I've just finished the documentation of a DHTML abstraction component I've 
written.  Here's the page:

http://www.depressedpress.com/Content/Development/JavaScript/Extensions/DP_PanelManager/

I know - there are a lot of these around now.  They're all good, but I also 
think that many of them (YUI, DOJO, etc) tend to 1) do way more than most 
everyone needs and 2) tend to "dominate" the development process such that once 
you start using them you're forced to use other aspects of them to do any real 
work.

My goal is to make small, self-contained components that take the confusion out 
of basic functionality without adding any extra requirements to the app.

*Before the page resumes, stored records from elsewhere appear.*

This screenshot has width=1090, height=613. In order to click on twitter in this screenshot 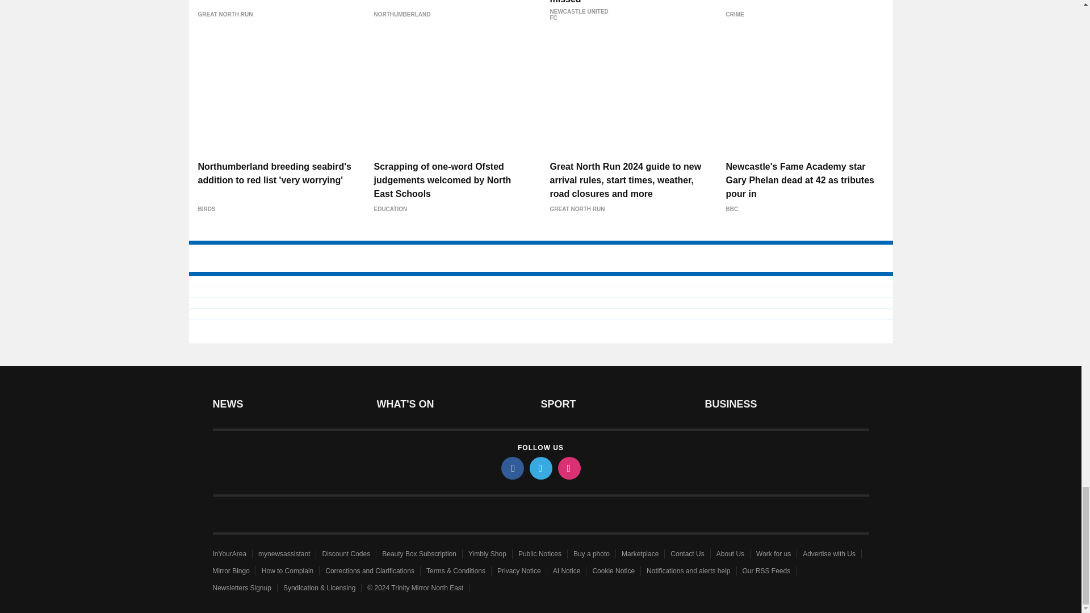, I will do `click(540, 468)`.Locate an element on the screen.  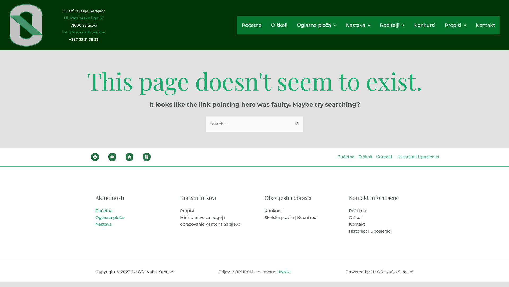
Kontakt is located at coordinates (486, 25).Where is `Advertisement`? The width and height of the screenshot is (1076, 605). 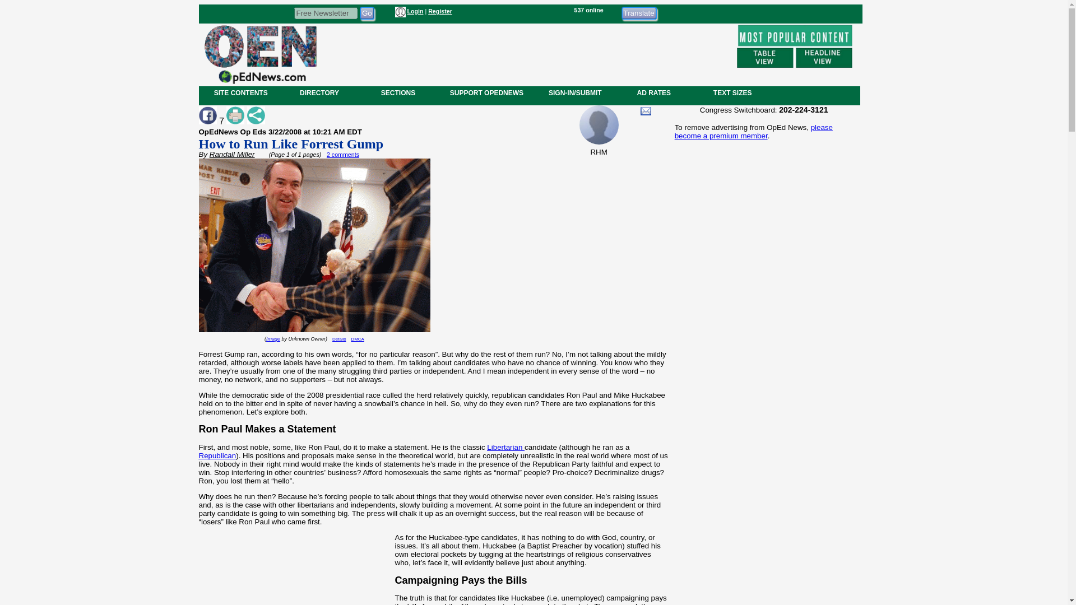 Advertisement is located at coordinates (294, 574). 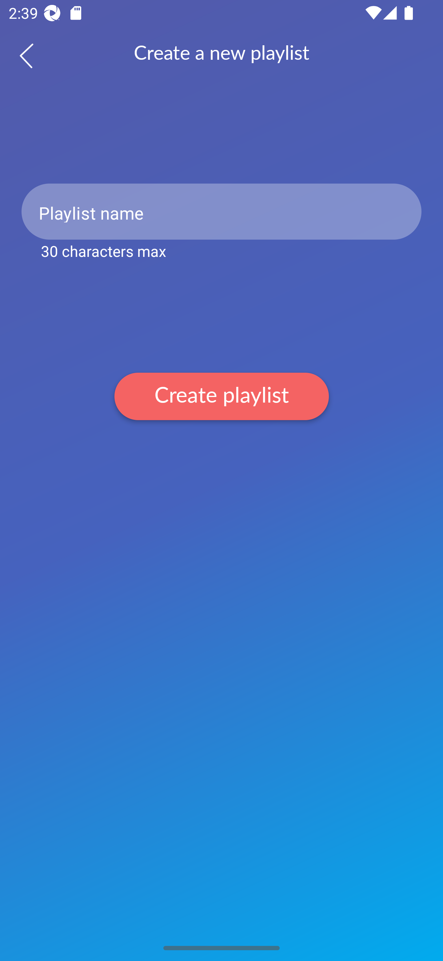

The basic premise here is that you create a "PanelManager" which can create 
"Panels".  Panels are just HTML elements (DIVs, P, whatever).  Once created 
(either from scratch or from existing elements) the Panel gains a mess of 
simple, cross-browser (I've tested IE 6 and 7, FireFox 2 and Opera 9) methods 
to do:

+) Event Management (add and remove multiple event handles for any panel).
+) Size, Position and Opacity (set, get and shift (adjust relatively) these 
values with optional animation of the change).
+) Visibility (control visibility and display)
+) Order (control z-index)

In addition the core PanelManager object gives you simple methods to obtain 
window and canvas size and mouse position.

Unlike many other options this component makes the tools to work with panels 
direct methods of the panel.  Once the panel is created you never need to 
reference it as such again.  You can say, for example (in this example 
"myPanel" is the HTML ID of a DIV):

document.getElementById("myPanel").setPosition([100,100]);

All methods have been designed to work together.  The output from any method 
that returns a position can be used as input to any method that accepts a 
position.  Same for size and opacity.  To place one panel at the same position 
as another you might do this:

MyPanel1 = document.getElementById("myPanel1");
MyPanel2 = document.getElementById("myPanel2");

MyPanel1.setPosition(MyPanel2.getPosition());

I'm actually really loving this thing and so far it's been working great on a 
few personal projects, but I'd love some external opinions.

The component is pretty feature-rich (thus the length of the documentation) but 
if you work your way all the way to the bottom there are examples to see.